A plodding study of the background, dynamics, and historical
treatments of the Rhineland massacre of Jews in the First Crusade.
Chazan (Hebrew and Judaic Studies/New York Univ.) turns a
potentially compelling article into an overly long book, with
needless repetition and analysis, and too many awkward sentences
like the following: "The foregoing survey of the destruction of the
Jewish communities of Worms, Mainz, and Cologne has served to
concretize this sense of an unanticipated crisis seemingly erupting
overnight." What does emerge are some insights into a uniquely gory
and (possibly) glorious chapter of diaspora Jewish history from
nine hundred years ago.
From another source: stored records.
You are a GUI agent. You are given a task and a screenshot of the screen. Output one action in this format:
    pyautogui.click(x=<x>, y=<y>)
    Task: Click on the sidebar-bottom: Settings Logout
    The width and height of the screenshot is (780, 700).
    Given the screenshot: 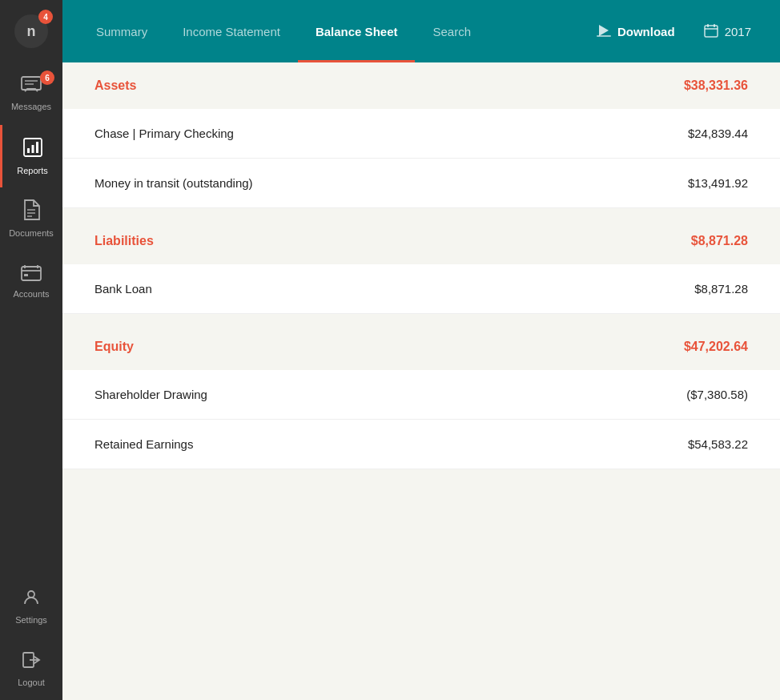 What is the action you would take?
    pyautogui.click(x=31, y=638)
    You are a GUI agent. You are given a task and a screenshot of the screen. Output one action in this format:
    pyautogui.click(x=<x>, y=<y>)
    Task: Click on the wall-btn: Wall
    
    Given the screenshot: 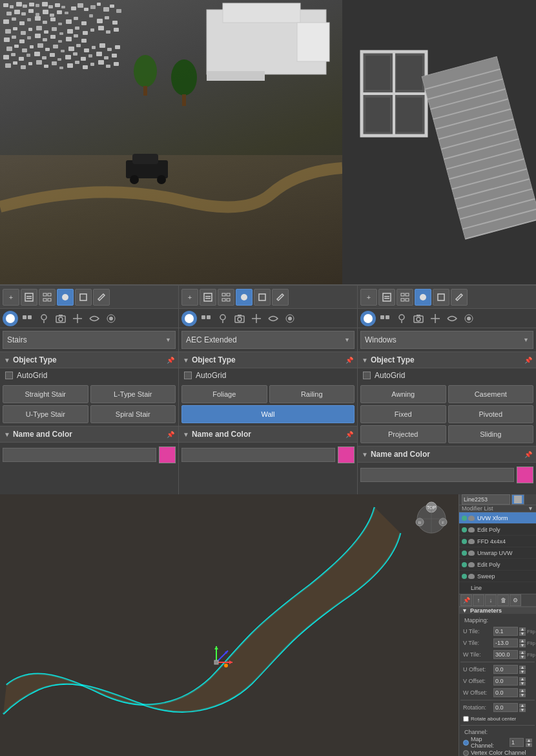 What is the action you would take?
    pyautogui.click(x=268, y=414)
    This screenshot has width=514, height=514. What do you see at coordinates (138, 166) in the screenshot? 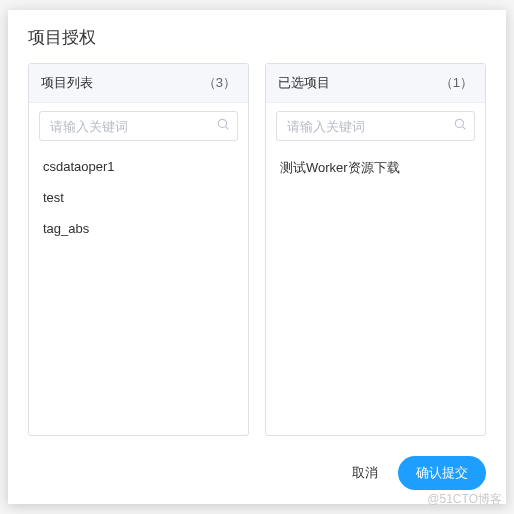
I see `list-item: csdataoper1` at bounding box center [138, 166].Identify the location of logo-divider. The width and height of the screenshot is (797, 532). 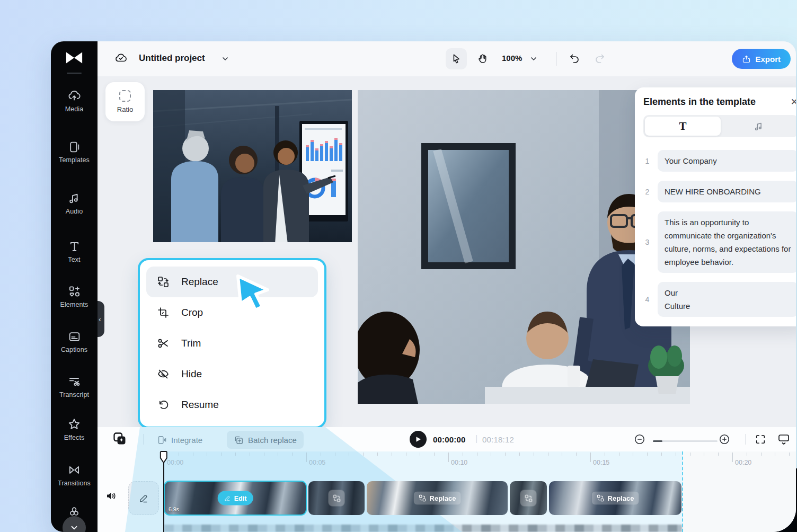
(74, 73).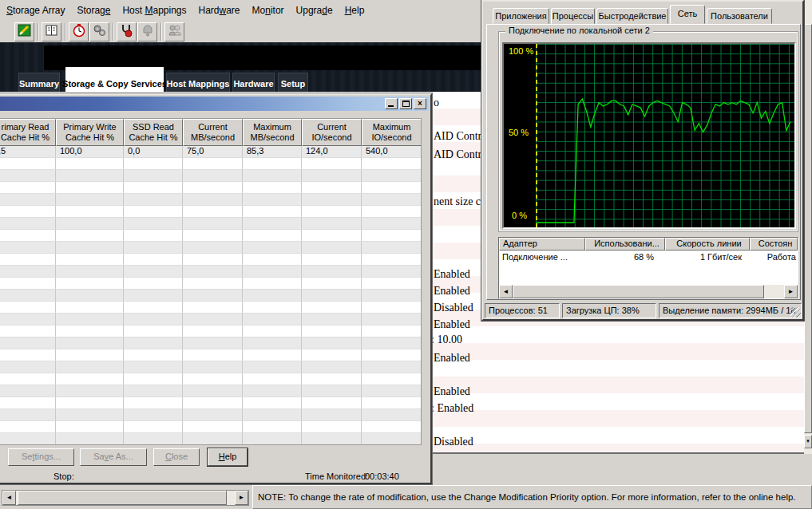  Describe the element at coordinates (632, 16) in the screenshot. I see `taskman-tab-3: Быстродействие` at that location.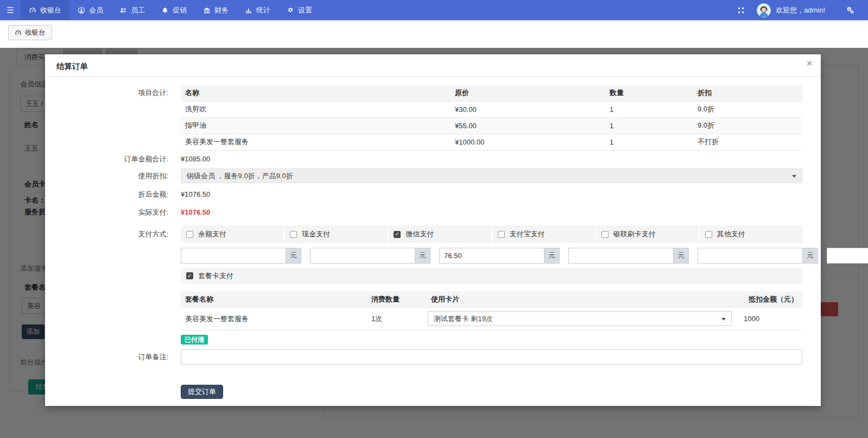 The height and width of the screenshot is (438, 868). Describe the element at coordinates (850, 10) in the screenshot. I see `gears-icon` at that location.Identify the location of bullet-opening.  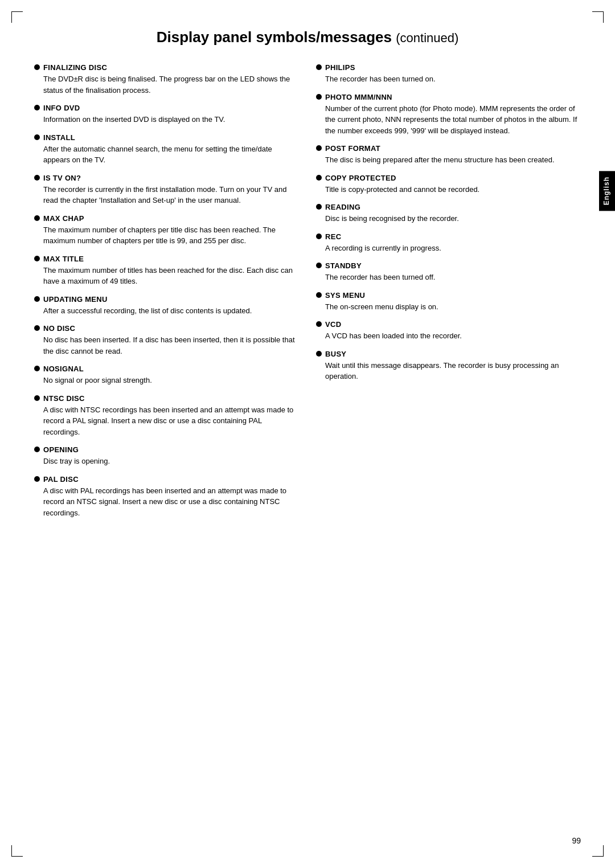
(37, 449).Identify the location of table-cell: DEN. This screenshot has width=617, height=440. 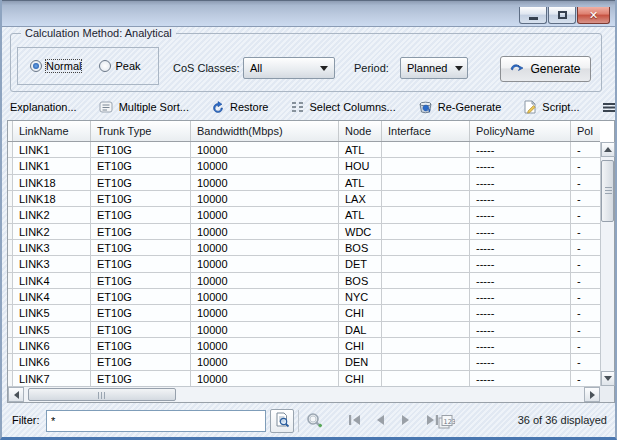
(360, 362).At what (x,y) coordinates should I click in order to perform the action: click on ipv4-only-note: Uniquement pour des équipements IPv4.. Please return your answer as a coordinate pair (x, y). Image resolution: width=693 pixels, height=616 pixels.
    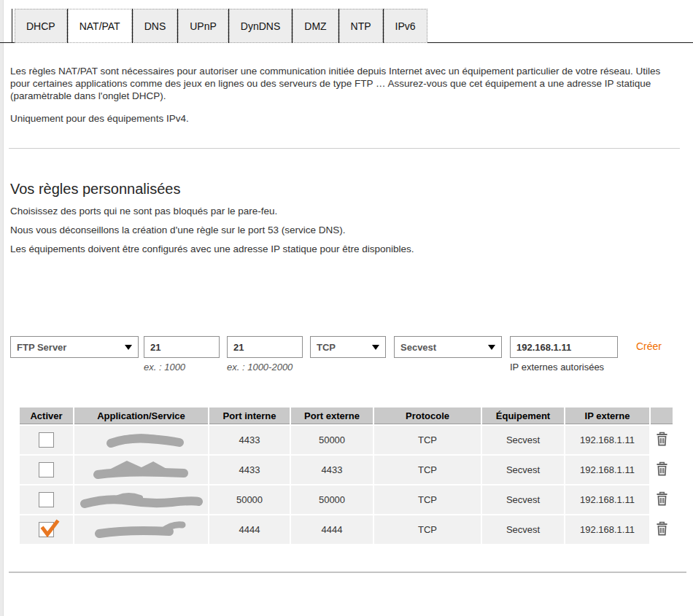
    Looking at the image, I should click on (352, 118).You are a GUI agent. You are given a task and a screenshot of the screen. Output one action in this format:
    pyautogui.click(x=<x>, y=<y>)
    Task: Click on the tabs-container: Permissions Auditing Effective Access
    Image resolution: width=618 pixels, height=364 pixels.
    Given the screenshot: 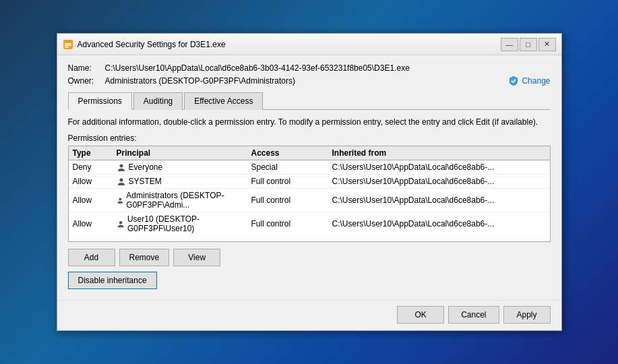 What is the action you would take?
    pyautogui.click(x=309, y=101)
    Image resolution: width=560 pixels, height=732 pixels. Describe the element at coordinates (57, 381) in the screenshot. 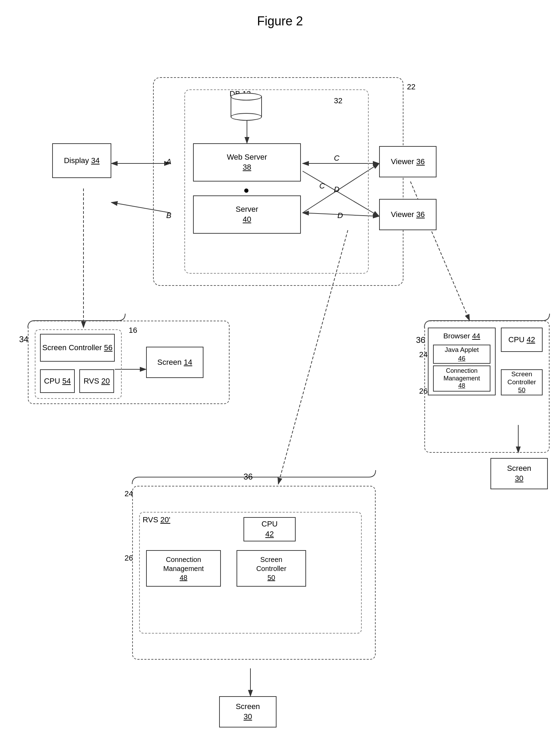

I see `cpu-54-box: CPU 54` at that location.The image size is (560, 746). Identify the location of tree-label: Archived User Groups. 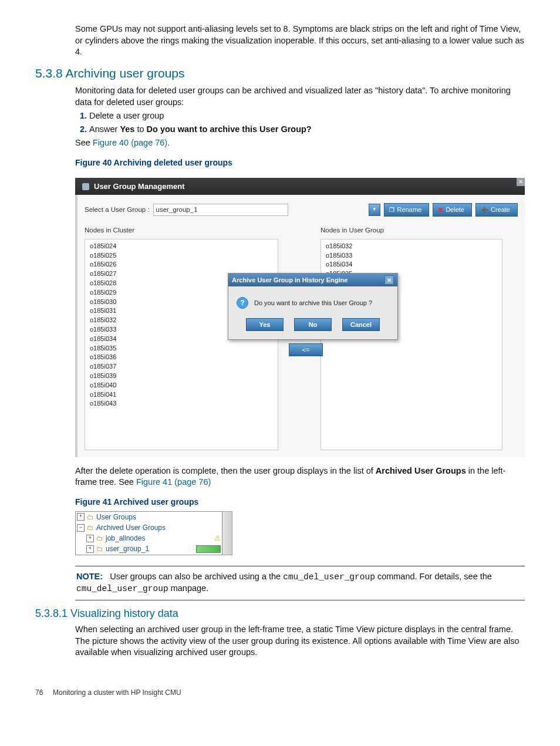
(131, 528).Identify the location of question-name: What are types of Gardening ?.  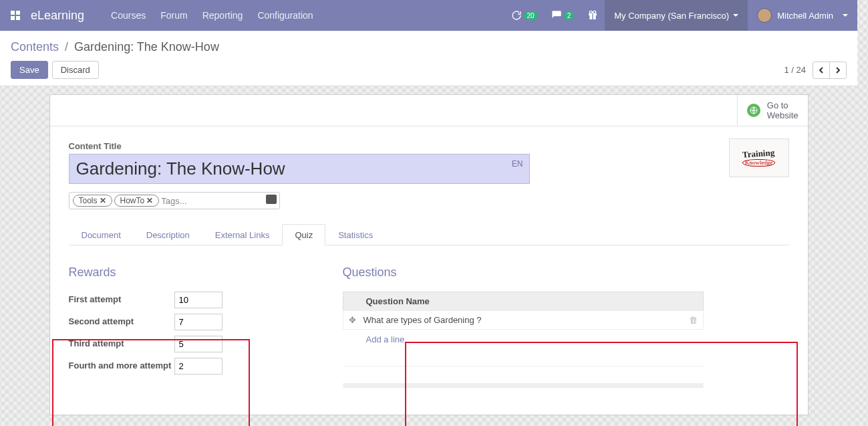
(422, 320).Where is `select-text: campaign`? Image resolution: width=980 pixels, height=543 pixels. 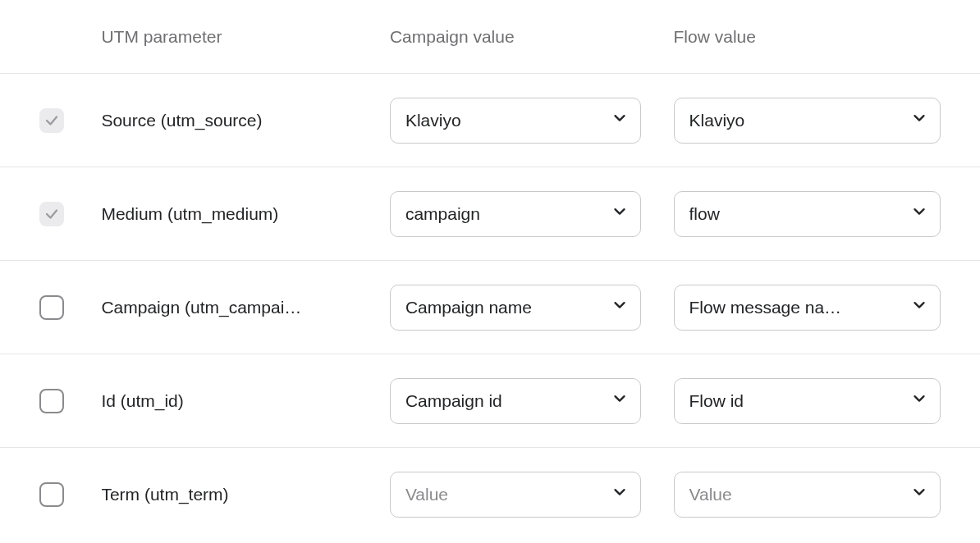 select-text: campaign is located at coordinates (503, 213).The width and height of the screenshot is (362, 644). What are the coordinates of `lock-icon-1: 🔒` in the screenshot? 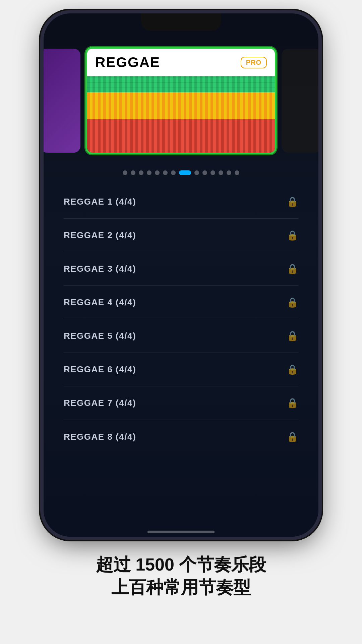 It's located at (292, 202).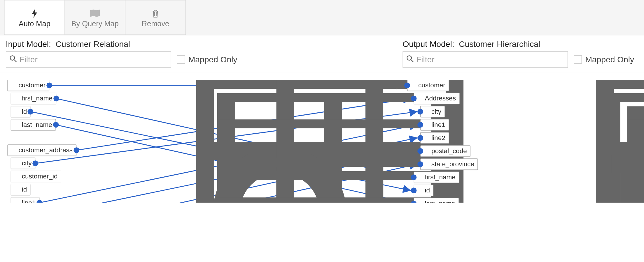  I want to click on node-label: postal_code, so click(449, 151).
We learn that the pope-inspired crusade was
taken over by out-of-control German peasant mobs, aided by local
burghers who wanted Jews eliminated as competitors rather than
killed in Christ's honor. To avoid torture and forcible conversion
by the towns' bloodthirsty mob, almost the entire Jewish population
of 3,000 opted for suicide. While the sketchy records of this
unique bloodbath are liturgical in style, elegiac in tone, and
written 36 years after the fact, Chazan analyzes them as though
they were scripture. He quotes Maimonides in pointing out the
problems of Jewish law involved with parents slaughtering their
children, but there are other occasions where Chazan seems to have
little grasp of basic Jewish theology. He does not, for instance,
see antimaterial and antisexual passages as aberrant. As Chazan
views the events of 1096 in historical perspective, he sees the
political struggle of Masada eclipsing the religious conflict of
the Rhineland as the modern paradigm of extreme Jewish resistance
in the face of imminent destruction. Given its limitations, the
book will chiefly be of interest to students of medieval Jewish
history. (Kirkus Reviews)
In 1996 the world commemorated the 900th anniversary of the First
Crusade or, more precisely, of the pogroms unleashed by the crusade
upon the Jews of the Rhineland. In the Year 1096...presents a
clear, highly readable chronicle of the events of 1096. Noted
teacher and historian Robert Chazan brings readers to critical
moments in Jewish history, illuminating the events themselves,
their antecedents the significance of the events of 1096 within the
larger framework of Jewish history, including both the scope of
persecution and the record of Jewish resistance.